TECH

Vine won't be the last tech acquisition to fizzle

Jon Swartz
USA TODAY

SAN FRANCISCO — Vine's death follows the grand tradition of a ballyhooed tech acquisition fizzling. It won't be the last.

Vine, the popular video-sharing app owned by Twitter.

The six-second video platform, scooped up by Twitter in late 2012, seemingly disappeared as fast as its videos. It was part of the carnage on Thursday, when the ailing micro-blogging service said it would lay off 350 people, or 9% of its workforce. Twitter said Vine, which had 100 million people watching videos each month, would be shut down "in the coming months."

Twitter kills Vine three years after launch

Shocking as the move may be to some, it should come as no surprise really. The tech industry is littered with dozens of mergers that looked good on paper, but didn't translate to real-world markets.

Tech mergers often flop. The concept of melding two large, disparate organizations and cultures flawlessly can be akin to adding a third leg. Overhead costs and logistical nightmares further diminish chances for success.

“It's an axiom in the (venture capital) business that 90% of acquisitions or mergers fail to achieve the stated objectives,” says Stewart Alsop, a partner in Alsop Louie Partners, a venture capital firm in Silicon Valley.

Examples abound. Microsoft-Nokia. Yahoo-Tumblr. News Corp.-Myspace. Google-Motorola. AOL-Netscape. Yahoo-Broadcast.com (sorry, Mark Cuban). Microsoft-aQuantive. Hewlett Packard-Compaq Computer. eBay-Skype. Excite-@Home.

And don't forget the granddaddy of them all, AOL-Time Warner. It badly scarred both media giants for years.

“There are a lot of reasons for failure: some acquisitions are ego-driven, there is a misunderstanding of technology purchased, management changes,” says Rakesh Agrawal, an analyst at Redesign Mobile.

It can leave you slack-jawed.

And yet in their pursuit of a merger that blows up (in a good way), leaders of Silicon Valley companies and beyond can't always find the perfect match of a Google-YouTube or eBay-PayPal.

Many companies flush with cash — especially large ones such as Apple, Google and Oracle —  are simply reacting to fast-moving markets and they’re willing to overpay to play catch-up in emerging technology areas like augmented reality, artificial intelligence and machine learning. Sometimes, the deals are made in haste to block rivals. It’s a risky, imperfect art – similar to what baseball general managers go through when they pursue pricey free agents.

When Twitter closed in on acquiring Vine, some referred to the latter as "Instagram for video." (Facebook bought Instagram for $1 billion in 2012.)

On Thursday, Qualcomm agreed to acquire NXP Semiconductors for $38 billion to grab a pole position in the fledgling market for the self-driving cars. Undeterred by its long-ago AOL experience, Time Warner is pursuing an $85 billion merger with AT&T. And Verizon has agreed to pay $4.8 billion for Yahoo's core assets.

Qualcomm to buy NXP Semi for $38B in massive play on self-driving cars

Mergers-and-acquisitions are likely to accelerate as private companies get older, absent the possibility of an IPO (ride-hailing service Lyft is reportedly pursuing buyers), and larger companies continue to eye promising start-ups in emerging markets.

October has been a bang-up month for deals in the U.S.: A whopping $257.9 billion worth, nearly double the amount in September and one of the top-5 months on record, according to Dealogic.

M&A hit a record $262.5 billion in the last three months of 2015, and picked up the pace in the second quarter of 2016, with $183.8 billion in deals, says Dealogic.

Most acquirers will end up feeling burned, but market conditions, competition and cash almost guarantee more of the same in the coming months, and years.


* [Task item]: Locate the line bearing "At what (x,y)" in the material below, then reproduce it and each following line up to and including the line bearing "In order to click".

* [Information supplied]:
=-=-=-=-=

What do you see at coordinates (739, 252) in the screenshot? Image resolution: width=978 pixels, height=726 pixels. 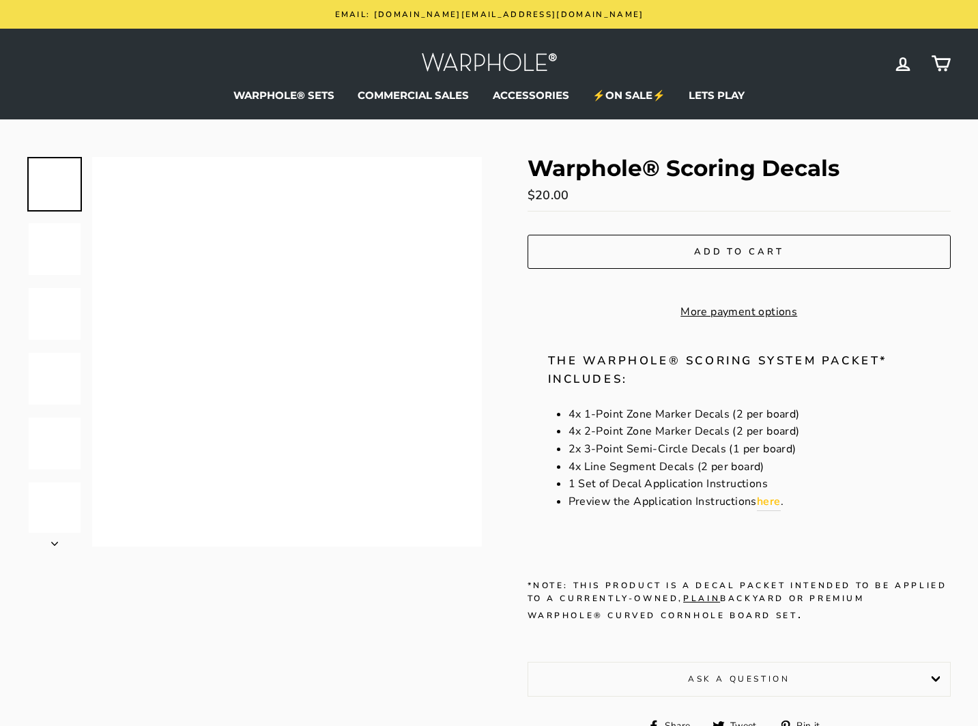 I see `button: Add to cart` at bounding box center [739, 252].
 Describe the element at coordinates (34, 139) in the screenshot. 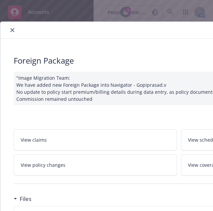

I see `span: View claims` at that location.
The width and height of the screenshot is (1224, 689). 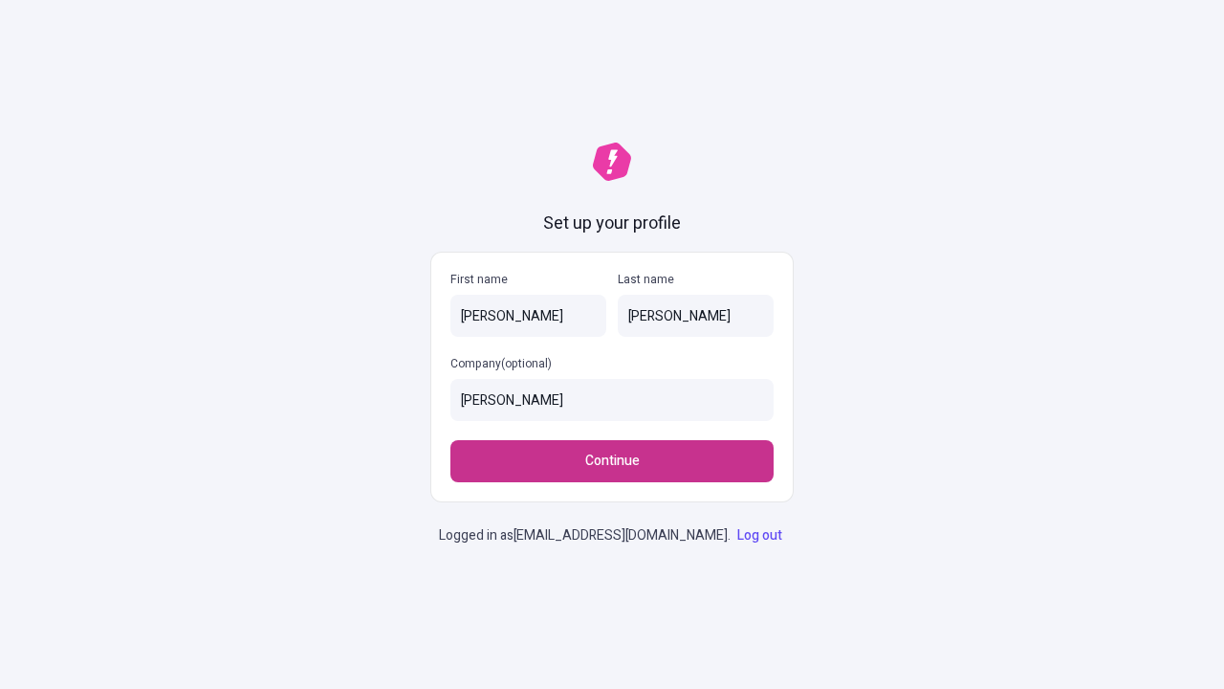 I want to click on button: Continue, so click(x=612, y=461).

=-=-=-=-=

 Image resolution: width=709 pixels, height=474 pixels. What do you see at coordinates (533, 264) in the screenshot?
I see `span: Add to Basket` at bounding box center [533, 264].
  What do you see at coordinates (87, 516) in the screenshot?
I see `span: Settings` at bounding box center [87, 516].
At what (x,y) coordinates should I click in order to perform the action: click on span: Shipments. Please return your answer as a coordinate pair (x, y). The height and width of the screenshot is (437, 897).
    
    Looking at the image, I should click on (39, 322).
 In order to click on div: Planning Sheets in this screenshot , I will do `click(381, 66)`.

=-=-=-=-=

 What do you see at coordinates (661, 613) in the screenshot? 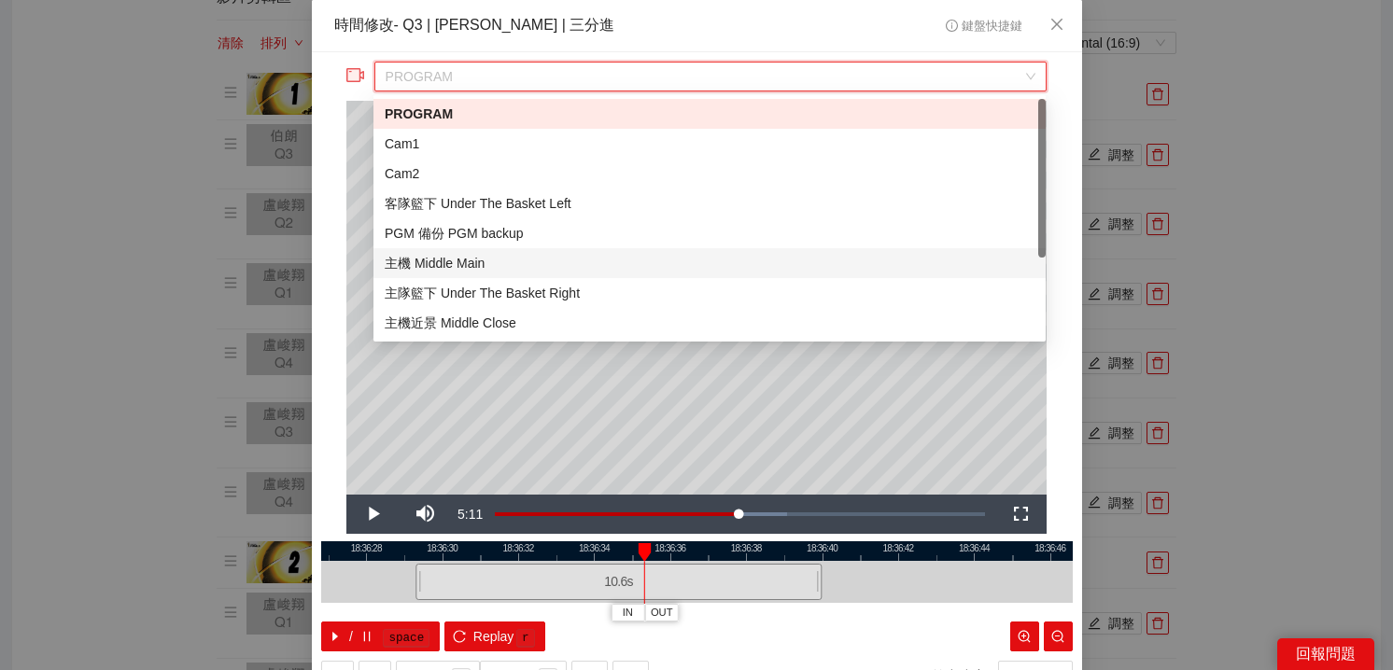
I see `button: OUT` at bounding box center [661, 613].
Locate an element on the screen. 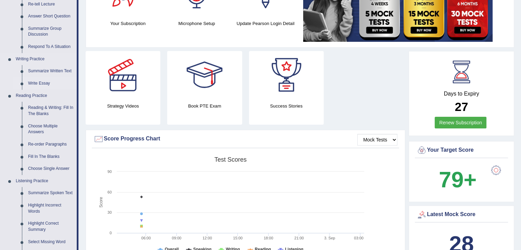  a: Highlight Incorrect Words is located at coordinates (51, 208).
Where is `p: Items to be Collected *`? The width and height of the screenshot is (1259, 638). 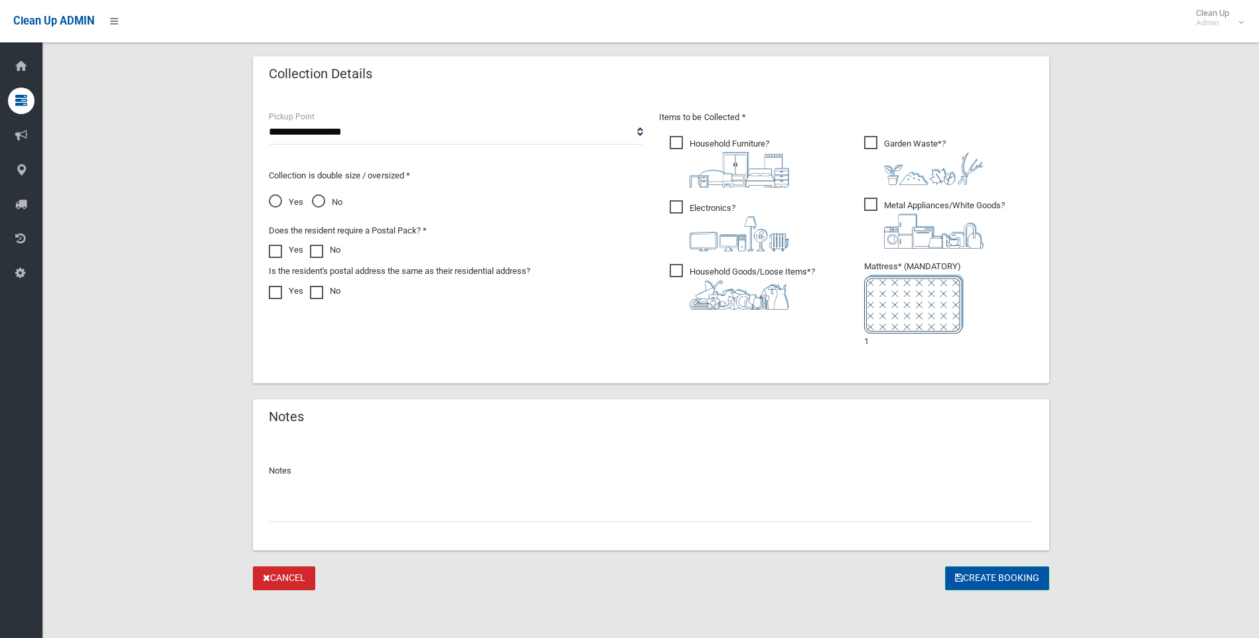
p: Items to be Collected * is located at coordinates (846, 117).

=-=-=-=-=

* [Result of the task]:
At what (x,y) coordinates should I click in order to perform the action: click on span: Shipments. Please return your answer as a coordinate pair (x, y). The height and width of the screenshot is (437, 897).
    
    Looking at the image, I should click on (39, 322).
 In order to click on div: Planning Sheets in this screenshot , I will do `click(381, 66)`.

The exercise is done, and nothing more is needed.